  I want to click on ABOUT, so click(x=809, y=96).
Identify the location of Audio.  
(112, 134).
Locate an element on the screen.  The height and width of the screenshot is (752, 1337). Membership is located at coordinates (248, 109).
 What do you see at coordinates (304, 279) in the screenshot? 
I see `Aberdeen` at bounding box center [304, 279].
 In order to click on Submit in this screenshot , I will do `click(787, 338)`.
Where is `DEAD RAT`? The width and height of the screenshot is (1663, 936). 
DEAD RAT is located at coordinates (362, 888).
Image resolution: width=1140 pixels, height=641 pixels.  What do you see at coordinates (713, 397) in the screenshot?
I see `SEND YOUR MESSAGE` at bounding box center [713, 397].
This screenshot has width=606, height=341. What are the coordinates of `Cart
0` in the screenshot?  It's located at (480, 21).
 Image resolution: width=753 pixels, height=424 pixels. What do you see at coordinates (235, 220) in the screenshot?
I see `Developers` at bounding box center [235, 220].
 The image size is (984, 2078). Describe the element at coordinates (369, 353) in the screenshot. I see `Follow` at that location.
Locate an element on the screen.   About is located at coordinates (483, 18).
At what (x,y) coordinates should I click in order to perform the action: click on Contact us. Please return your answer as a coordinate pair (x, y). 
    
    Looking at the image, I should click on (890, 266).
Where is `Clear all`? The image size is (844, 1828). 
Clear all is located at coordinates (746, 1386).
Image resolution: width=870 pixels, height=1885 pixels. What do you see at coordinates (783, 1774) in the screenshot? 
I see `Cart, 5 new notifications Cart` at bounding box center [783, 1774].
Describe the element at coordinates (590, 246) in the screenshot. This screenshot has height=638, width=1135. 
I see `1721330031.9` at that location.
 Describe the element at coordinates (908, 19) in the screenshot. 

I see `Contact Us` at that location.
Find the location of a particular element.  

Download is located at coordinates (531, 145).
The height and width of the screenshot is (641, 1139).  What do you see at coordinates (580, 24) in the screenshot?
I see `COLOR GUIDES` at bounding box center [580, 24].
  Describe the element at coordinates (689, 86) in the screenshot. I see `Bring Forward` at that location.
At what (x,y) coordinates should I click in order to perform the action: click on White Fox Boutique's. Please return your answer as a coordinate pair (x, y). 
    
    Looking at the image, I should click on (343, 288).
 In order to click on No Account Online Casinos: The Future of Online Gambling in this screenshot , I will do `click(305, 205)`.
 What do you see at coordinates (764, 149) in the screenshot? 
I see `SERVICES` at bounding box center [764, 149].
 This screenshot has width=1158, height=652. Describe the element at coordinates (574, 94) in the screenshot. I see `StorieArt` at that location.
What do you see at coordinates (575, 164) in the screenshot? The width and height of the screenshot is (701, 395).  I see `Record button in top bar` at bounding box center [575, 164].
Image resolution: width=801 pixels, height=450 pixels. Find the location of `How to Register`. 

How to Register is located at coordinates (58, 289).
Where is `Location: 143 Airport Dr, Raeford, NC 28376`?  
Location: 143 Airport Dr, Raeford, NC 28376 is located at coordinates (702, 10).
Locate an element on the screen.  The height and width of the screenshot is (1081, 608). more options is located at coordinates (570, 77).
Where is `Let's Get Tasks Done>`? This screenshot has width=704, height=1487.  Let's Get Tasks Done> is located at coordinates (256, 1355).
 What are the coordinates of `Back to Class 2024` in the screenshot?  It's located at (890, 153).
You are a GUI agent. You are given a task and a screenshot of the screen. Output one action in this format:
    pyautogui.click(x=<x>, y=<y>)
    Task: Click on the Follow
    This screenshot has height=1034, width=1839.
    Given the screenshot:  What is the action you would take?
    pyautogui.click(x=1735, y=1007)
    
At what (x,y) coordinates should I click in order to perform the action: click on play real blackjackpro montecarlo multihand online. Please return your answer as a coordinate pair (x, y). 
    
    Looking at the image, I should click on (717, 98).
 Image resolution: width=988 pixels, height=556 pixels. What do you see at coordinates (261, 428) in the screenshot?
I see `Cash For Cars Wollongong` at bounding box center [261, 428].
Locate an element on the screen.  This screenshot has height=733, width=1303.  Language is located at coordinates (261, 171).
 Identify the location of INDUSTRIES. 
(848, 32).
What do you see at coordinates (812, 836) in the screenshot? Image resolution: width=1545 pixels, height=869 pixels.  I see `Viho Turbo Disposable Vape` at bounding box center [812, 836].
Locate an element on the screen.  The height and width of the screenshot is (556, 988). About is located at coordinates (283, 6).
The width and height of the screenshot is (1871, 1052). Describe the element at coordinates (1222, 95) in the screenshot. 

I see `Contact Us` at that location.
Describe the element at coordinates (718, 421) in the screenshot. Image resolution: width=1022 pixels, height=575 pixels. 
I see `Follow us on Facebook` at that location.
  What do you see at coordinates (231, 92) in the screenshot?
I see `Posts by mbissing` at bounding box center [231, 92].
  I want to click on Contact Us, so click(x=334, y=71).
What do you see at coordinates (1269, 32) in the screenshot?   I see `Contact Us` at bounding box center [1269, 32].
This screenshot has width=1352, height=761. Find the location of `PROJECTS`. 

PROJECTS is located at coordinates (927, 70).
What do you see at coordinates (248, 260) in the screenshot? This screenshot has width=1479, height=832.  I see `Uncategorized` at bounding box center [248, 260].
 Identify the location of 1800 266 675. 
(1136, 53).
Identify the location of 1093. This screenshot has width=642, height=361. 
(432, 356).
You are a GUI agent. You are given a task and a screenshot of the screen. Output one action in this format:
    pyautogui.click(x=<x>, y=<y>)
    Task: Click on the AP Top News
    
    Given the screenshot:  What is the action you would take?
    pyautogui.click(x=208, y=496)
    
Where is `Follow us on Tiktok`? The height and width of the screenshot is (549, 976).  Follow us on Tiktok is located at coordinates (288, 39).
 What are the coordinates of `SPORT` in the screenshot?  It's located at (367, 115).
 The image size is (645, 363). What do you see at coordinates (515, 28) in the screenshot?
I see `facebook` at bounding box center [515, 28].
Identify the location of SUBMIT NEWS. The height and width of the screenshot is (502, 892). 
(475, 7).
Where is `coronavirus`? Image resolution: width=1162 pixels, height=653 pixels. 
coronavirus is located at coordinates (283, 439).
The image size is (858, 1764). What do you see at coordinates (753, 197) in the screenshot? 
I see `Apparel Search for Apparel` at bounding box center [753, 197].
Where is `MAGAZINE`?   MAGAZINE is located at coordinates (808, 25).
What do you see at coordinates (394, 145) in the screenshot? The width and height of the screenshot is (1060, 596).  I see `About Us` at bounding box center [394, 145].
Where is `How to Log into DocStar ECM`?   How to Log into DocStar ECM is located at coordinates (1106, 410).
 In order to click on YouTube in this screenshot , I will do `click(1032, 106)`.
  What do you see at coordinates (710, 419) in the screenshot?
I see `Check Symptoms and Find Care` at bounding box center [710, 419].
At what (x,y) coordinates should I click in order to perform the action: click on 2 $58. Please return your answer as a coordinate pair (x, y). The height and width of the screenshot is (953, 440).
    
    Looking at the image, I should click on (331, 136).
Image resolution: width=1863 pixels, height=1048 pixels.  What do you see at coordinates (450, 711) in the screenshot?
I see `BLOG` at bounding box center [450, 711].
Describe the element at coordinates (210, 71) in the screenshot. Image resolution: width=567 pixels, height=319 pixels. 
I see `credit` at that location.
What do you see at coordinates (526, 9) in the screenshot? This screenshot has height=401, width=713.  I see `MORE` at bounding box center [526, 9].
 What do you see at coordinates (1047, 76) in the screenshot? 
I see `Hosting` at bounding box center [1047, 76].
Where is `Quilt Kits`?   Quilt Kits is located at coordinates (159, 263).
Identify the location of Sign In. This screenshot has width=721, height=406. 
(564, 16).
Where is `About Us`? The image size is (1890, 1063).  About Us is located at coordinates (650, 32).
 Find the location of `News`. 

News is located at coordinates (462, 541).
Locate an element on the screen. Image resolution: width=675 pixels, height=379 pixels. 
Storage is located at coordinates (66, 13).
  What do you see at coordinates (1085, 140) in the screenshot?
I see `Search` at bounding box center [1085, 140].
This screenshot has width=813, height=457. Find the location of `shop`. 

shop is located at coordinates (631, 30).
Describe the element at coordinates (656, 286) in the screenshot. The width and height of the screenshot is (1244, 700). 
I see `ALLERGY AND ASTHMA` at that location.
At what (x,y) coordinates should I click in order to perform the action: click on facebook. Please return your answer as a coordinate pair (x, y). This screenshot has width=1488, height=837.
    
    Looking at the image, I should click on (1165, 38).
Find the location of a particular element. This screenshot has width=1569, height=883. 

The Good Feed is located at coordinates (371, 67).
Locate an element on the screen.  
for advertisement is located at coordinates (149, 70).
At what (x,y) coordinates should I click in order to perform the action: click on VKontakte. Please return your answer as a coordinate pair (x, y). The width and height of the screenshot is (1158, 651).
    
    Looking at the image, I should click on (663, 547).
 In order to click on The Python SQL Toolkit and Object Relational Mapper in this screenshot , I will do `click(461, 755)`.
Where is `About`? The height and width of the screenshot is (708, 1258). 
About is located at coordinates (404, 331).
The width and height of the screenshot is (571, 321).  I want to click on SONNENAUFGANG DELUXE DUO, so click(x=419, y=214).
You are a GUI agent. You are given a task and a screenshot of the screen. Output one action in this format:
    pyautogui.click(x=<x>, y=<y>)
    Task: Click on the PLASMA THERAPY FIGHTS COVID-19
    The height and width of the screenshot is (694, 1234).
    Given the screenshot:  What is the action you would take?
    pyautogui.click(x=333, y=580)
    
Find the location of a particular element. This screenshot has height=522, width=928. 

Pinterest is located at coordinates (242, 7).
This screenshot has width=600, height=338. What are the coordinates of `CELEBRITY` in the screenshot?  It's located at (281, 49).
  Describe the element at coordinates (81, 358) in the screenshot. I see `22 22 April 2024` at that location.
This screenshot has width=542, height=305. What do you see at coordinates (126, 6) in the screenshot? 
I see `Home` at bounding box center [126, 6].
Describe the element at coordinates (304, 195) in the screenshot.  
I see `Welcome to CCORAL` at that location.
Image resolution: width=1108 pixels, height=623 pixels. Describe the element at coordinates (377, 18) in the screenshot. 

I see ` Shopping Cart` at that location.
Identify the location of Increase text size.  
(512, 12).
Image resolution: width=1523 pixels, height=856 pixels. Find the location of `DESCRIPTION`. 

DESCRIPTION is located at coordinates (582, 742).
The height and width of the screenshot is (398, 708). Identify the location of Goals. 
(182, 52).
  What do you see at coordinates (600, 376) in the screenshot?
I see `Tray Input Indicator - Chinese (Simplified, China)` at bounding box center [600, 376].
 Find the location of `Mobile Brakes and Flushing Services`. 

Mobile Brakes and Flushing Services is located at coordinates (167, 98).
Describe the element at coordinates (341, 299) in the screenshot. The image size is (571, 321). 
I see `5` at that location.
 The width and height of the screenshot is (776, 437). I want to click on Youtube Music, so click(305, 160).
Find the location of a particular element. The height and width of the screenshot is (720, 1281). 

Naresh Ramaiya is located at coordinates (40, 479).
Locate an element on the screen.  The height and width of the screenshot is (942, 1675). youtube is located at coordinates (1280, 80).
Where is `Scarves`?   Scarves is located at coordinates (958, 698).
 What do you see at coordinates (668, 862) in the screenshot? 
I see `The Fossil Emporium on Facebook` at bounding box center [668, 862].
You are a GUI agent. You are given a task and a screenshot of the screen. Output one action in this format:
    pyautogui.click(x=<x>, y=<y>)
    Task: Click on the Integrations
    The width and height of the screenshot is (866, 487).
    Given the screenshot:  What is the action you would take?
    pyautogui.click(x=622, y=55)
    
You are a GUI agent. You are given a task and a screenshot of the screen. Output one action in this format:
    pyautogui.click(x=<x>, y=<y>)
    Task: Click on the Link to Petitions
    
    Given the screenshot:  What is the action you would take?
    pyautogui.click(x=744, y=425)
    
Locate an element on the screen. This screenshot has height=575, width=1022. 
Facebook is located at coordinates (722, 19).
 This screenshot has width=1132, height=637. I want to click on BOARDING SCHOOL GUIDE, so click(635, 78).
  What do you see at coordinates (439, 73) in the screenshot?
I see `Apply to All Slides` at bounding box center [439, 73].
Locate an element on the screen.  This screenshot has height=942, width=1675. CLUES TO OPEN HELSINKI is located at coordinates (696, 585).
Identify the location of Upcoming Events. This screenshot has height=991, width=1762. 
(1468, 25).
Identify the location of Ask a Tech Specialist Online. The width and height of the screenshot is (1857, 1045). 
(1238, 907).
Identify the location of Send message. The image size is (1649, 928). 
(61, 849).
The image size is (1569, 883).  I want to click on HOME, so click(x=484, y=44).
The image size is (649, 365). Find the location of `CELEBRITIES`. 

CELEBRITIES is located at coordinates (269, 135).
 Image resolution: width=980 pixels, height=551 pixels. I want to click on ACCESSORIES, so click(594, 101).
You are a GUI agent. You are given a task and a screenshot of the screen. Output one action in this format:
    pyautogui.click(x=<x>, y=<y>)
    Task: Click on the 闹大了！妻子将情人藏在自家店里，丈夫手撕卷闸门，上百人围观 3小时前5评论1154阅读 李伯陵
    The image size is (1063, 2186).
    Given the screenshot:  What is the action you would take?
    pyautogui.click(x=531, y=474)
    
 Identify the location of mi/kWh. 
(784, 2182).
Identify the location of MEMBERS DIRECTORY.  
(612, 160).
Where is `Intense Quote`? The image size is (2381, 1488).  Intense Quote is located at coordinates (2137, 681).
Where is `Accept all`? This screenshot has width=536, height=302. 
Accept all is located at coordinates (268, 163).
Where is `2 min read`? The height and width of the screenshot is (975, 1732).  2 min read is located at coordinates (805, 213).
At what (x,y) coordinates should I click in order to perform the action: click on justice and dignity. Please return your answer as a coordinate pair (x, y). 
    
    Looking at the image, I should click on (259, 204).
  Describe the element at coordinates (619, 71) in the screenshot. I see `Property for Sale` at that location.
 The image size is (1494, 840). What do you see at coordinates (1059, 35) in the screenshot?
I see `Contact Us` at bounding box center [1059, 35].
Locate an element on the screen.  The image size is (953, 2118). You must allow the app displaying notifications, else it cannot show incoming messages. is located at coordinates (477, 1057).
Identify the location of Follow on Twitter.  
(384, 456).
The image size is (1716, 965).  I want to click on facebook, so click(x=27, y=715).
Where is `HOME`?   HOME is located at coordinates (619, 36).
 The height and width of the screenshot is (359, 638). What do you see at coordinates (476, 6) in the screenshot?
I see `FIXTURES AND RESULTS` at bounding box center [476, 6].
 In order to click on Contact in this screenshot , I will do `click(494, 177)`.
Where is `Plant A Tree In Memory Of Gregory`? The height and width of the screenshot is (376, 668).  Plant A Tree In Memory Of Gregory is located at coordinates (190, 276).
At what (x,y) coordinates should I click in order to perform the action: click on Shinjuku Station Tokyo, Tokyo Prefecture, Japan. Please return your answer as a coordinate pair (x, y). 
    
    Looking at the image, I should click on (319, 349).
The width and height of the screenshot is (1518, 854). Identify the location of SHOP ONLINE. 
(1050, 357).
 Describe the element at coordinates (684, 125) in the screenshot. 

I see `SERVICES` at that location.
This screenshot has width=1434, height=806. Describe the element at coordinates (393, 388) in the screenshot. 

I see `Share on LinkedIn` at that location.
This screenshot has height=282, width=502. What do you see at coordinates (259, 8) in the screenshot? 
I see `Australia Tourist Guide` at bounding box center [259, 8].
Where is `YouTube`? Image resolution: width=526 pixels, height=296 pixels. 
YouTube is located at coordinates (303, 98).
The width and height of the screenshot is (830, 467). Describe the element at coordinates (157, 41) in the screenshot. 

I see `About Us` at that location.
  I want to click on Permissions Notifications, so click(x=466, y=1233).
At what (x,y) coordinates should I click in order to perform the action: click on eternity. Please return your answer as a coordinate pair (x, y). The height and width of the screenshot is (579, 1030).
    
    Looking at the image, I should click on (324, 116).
----------------
*What needs to be done*: With the line holding "In order to click on The" as the first and the line holding "The width and height of the screenshot is (571, 321)." as the last, please transcribe exactly the lines of the material above in that range and nothing else.

*Output below*:
 In order to click on The Python SQL Toolkit and Object Relational Mapper in this screenshot , I will do `click(461, 755)`.
Where is `About`? The height and width of the screenshot is (708, 1258). 
About is located at coordinates (404, 331).
The width and height of the screenshot is (571, 321).  I want to click on SONNENAUFGANG DELUXE DUO, so click(x=419, y=214).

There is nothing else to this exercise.